NYCLU Stop and Frisk Watch App: http://www.nyclu.org/app
Using this app, people can record incidents and submit them to the ACLU along with more data about the incident. The App also includes Know Your Rights information about Stop and Frisk and also about recording enforcement officers. It’s available in Spanish and English for iPhones and Android.

FlyRights App: https://play.google.com/store/apps/details?id=sikhcoalition.FlyRights
People can use this app to report incidents of profiling by TSA workers and in airport screening processes. It was developed by the Sikh Coalition Sikh Coalition, a nationwide Sikh civil rights organization.

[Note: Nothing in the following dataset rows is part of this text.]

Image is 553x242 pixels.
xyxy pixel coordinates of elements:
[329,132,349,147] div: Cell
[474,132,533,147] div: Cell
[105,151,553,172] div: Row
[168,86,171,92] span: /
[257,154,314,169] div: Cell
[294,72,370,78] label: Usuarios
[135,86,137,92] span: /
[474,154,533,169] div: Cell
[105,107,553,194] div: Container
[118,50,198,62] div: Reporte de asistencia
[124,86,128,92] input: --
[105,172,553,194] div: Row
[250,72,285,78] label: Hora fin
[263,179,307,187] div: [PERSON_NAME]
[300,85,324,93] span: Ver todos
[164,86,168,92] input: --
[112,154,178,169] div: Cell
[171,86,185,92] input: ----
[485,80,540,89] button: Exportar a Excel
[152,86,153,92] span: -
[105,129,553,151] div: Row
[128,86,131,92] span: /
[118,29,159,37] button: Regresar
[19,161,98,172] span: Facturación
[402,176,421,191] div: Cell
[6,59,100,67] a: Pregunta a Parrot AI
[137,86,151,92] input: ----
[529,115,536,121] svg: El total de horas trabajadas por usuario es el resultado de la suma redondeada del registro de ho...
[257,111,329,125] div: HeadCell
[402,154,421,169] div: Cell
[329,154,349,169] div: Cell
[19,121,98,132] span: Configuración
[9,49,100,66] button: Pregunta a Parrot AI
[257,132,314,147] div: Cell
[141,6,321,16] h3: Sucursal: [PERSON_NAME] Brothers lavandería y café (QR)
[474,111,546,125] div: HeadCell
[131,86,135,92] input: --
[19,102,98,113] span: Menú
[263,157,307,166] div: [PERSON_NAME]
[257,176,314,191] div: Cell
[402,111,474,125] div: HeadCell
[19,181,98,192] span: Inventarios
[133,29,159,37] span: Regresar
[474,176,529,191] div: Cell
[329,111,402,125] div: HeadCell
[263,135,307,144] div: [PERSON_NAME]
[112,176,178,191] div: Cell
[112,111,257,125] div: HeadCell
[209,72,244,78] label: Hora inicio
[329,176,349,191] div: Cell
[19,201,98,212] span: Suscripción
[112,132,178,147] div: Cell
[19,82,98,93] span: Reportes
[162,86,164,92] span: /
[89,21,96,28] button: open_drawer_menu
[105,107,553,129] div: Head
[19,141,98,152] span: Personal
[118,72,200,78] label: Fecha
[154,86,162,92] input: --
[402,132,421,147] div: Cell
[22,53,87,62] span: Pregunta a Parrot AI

You can send reports to the Sikh Coalition and/or TSA and DHS. This app also includes Know Your Rights information regarding airport screening rights.

Some key questions

  • How do people learn about their rights and changing laws? How can communication tech help? How can people report incidents, assert their rights, receive services, and support advocacy?
  • How can communication tech be used to provide rapid response support?

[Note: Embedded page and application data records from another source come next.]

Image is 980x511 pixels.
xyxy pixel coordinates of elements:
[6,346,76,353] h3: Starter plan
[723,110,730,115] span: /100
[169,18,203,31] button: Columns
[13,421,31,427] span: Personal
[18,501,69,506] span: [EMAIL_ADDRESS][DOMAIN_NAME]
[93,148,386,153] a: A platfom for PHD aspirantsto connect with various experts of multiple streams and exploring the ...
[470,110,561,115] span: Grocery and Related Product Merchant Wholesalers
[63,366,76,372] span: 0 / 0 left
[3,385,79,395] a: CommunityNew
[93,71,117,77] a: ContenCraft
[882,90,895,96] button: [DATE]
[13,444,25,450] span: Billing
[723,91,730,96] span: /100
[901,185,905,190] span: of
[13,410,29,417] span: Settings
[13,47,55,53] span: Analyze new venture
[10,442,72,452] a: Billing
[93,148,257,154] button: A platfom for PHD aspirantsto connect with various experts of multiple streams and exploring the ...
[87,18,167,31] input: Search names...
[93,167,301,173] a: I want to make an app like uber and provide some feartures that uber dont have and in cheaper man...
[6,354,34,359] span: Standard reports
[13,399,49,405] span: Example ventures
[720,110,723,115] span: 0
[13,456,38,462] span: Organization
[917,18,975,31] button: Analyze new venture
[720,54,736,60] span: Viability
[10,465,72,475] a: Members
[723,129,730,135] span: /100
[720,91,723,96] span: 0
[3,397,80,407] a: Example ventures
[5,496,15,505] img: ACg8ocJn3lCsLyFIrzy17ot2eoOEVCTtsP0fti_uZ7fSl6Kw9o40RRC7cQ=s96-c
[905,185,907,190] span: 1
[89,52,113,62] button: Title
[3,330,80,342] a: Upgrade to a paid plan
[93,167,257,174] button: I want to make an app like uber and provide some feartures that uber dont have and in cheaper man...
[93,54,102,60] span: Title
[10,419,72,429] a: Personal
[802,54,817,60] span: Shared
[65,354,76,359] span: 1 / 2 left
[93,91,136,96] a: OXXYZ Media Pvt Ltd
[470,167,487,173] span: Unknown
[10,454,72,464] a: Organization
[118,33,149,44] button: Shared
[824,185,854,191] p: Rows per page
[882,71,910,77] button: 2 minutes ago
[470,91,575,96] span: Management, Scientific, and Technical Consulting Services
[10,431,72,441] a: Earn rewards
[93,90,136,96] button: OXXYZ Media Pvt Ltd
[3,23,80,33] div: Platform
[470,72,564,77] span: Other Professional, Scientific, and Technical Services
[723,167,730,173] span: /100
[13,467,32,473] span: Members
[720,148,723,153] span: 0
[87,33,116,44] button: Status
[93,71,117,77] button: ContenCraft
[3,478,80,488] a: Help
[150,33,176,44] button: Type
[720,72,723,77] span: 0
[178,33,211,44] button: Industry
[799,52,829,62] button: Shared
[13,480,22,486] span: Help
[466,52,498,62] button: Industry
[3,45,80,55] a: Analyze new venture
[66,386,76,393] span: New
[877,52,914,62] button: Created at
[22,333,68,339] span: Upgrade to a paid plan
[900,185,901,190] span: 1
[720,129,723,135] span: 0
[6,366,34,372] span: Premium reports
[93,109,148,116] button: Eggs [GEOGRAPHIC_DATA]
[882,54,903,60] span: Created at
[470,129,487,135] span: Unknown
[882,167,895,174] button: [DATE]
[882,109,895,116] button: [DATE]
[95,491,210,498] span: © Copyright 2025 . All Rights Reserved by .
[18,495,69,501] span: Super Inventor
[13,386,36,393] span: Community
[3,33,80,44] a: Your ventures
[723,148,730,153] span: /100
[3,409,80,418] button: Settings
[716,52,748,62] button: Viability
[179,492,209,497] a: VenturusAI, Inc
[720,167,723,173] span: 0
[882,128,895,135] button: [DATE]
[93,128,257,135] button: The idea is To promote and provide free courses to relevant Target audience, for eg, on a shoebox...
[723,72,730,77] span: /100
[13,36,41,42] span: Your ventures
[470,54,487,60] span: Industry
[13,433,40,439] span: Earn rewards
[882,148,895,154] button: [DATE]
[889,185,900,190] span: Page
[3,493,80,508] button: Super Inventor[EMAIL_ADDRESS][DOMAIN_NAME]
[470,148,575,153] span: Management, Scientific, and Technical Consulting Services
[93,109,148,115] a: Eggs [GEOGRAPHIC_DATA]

    • How can these same tools provide know your rights information so that people using the tools can defend their rights at the time of the incident?
    • What is the legality of recording and reporting incidents; how can a tool support a user in recording and reporting safely?
    • How can these tools help connect individuals to services after the incident?
    • Who receives and responds to incident reports? Who follows up?
  • How can communication tech be used to support advocacy work as well as service provision?
    • How can media and tech be used to build a base?
    • How can tech be used to source stories and narrative to help shape public understanding and discourse?
  • Who is building the tech and who is maintaining it? Do advocacy groups and social movement orgs have their own tech capacity?
  • Who is using these tools and are people finding them useful?
  • What are security best practices in these campaigns? What personal information do people share and how to the administrators of the tool protect and share this information?
  • What are the impacts of tech projects in these campaigns and personal, social, and political change? How are people evaluating these relationships?